CRD pushes for cellphone levy to cover 911 costs

A levy on landlines once covered the cost of operations, but with fewer homes using landlines, the pool of funding has dropped each year
web1_crd-capital-regional-district-office-generic-photo
Currently the CRD, which has an agreement with CREST to provide an emergency communications system for the region, funds about $1.7 million of the organization’s $8-million budget. TIMES COLONIST

The board of the Capital Regional District wants the province to implement a new levy on cellphones to fund the region’s emergency communications system.

When the Capital Region Emergency Service Telecommunications, or CREST, was formed in 2001, a levy on landlines covered the cost of operations. But with fewer homes using landlines, the pool of funding has dropped each year, forcing the CRD to provide more in subsidy.
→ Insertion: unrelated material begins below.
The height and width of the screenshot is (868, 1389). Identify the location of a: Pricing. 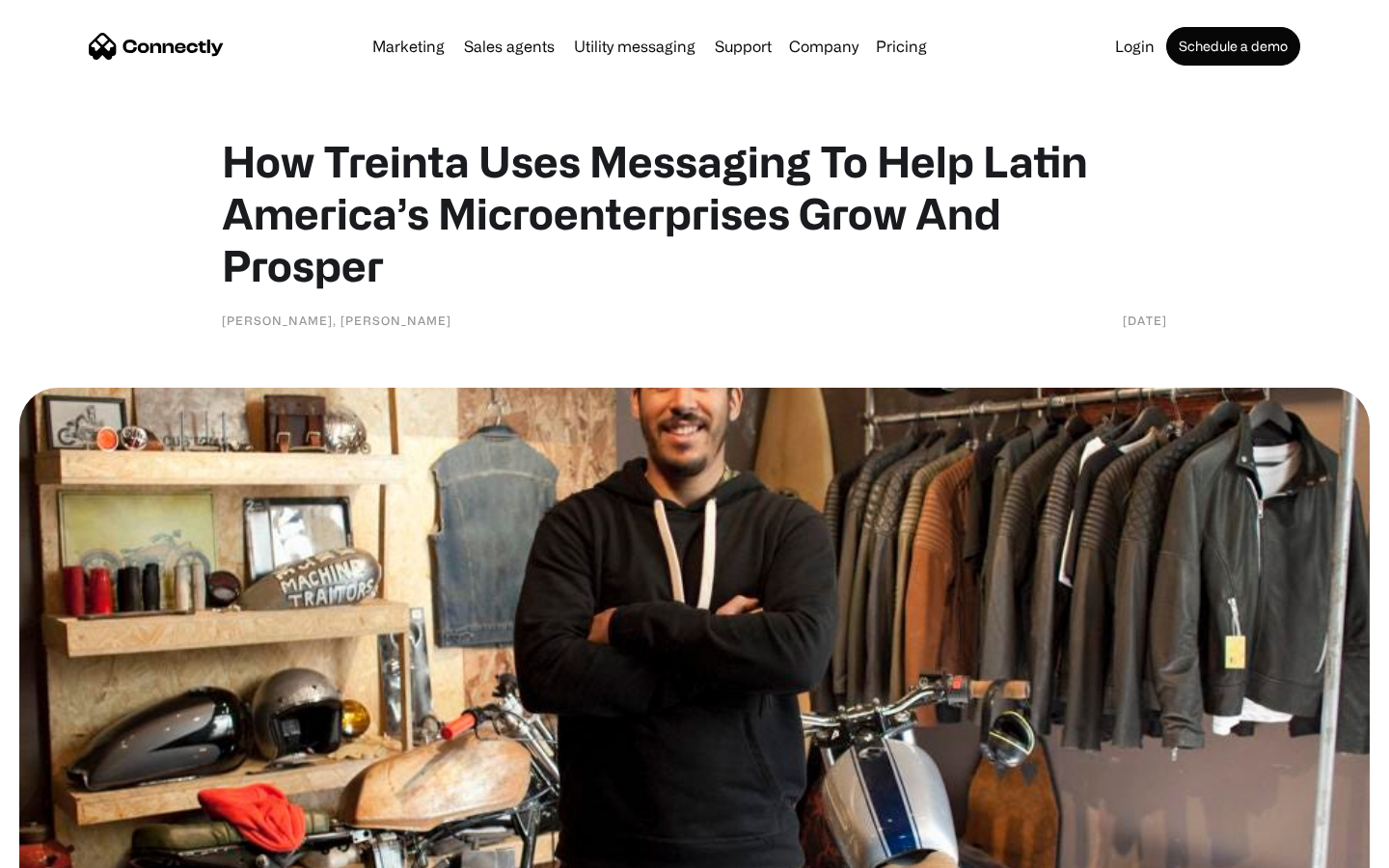
(901, 46).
On Wednesday, board chair Colin Plant was asked to work with Public Safety Minister Mike Farnworth on the levy to generate revenue for CREST.
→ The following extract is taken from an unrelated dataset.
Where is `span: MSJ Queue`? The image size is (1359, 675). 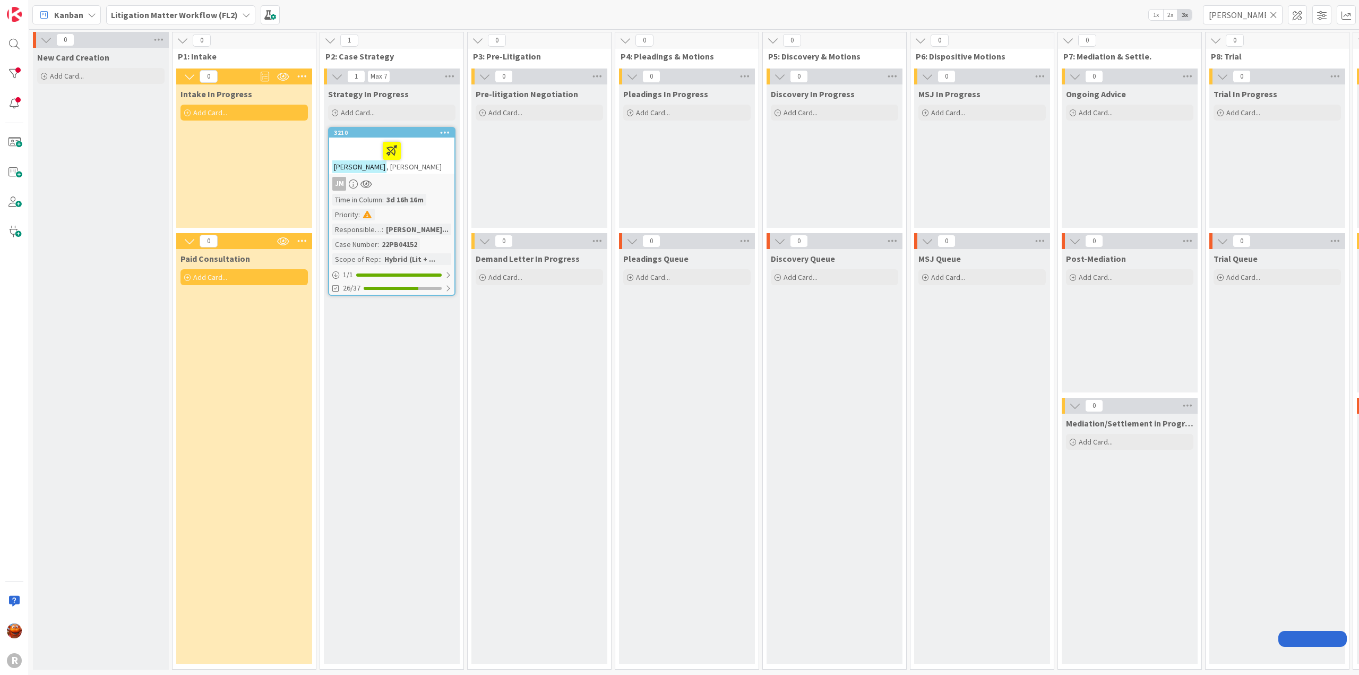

“This has been a longstanding issue in terms of whether or not the province would move forward on a cellphone levy,” said Sidney Mayor Cliff McNeil-Smith. “I appreciate that there have been previous [Union of B.C. Municipalities] motions on this and that another one is coming forward, but we have a particular interest at the CRD in that we are providing a subsidy.”

Currently the CRD, which has an agreement with CREST to provide an emergency communications system for the region, funds about $1.7 million of the organization’s $8-million budget.

The region’s municipalities all contribute a share based on use of the system, size, population and the number of emergency radios on the system.

The CRD believes it’s time to change the arrangement.

A motion set to be heard at next week’s Union of B.C. Municipalities conference in Vancouver asks that the 911 emergency communications system be modernized to include a levy on cellular devices, to address current and future financial challenges associated with the delivery of 911 services.

CRD finance committee chair Susan Brice said regardless of what happens at the UBCM, the CRD should act.

“We know the implications of maintaining [the existing system]. It’s no longer appropriate in 2023 and so we’re on firm ground, I think, to go ahead and make a strong case,” she said.

According to Statistics Canada, by 2019, the last year numbers were available, just over half of all B.C. homes had a landline, down from 72.5 per cent in 2014.

Canada-wide, about 54 per cent of homes had landlines in 2019, down from 75.5 in 2014.

Meanwhile, the percentage of homes with a cellphone has increased in B.C. to 92.9 per cent, up from 84.5 per cent in 2010.

On Wednesday, the CRD voted unanimously to approve this year’s CRD funding for the CREST service at just over $1.8 million.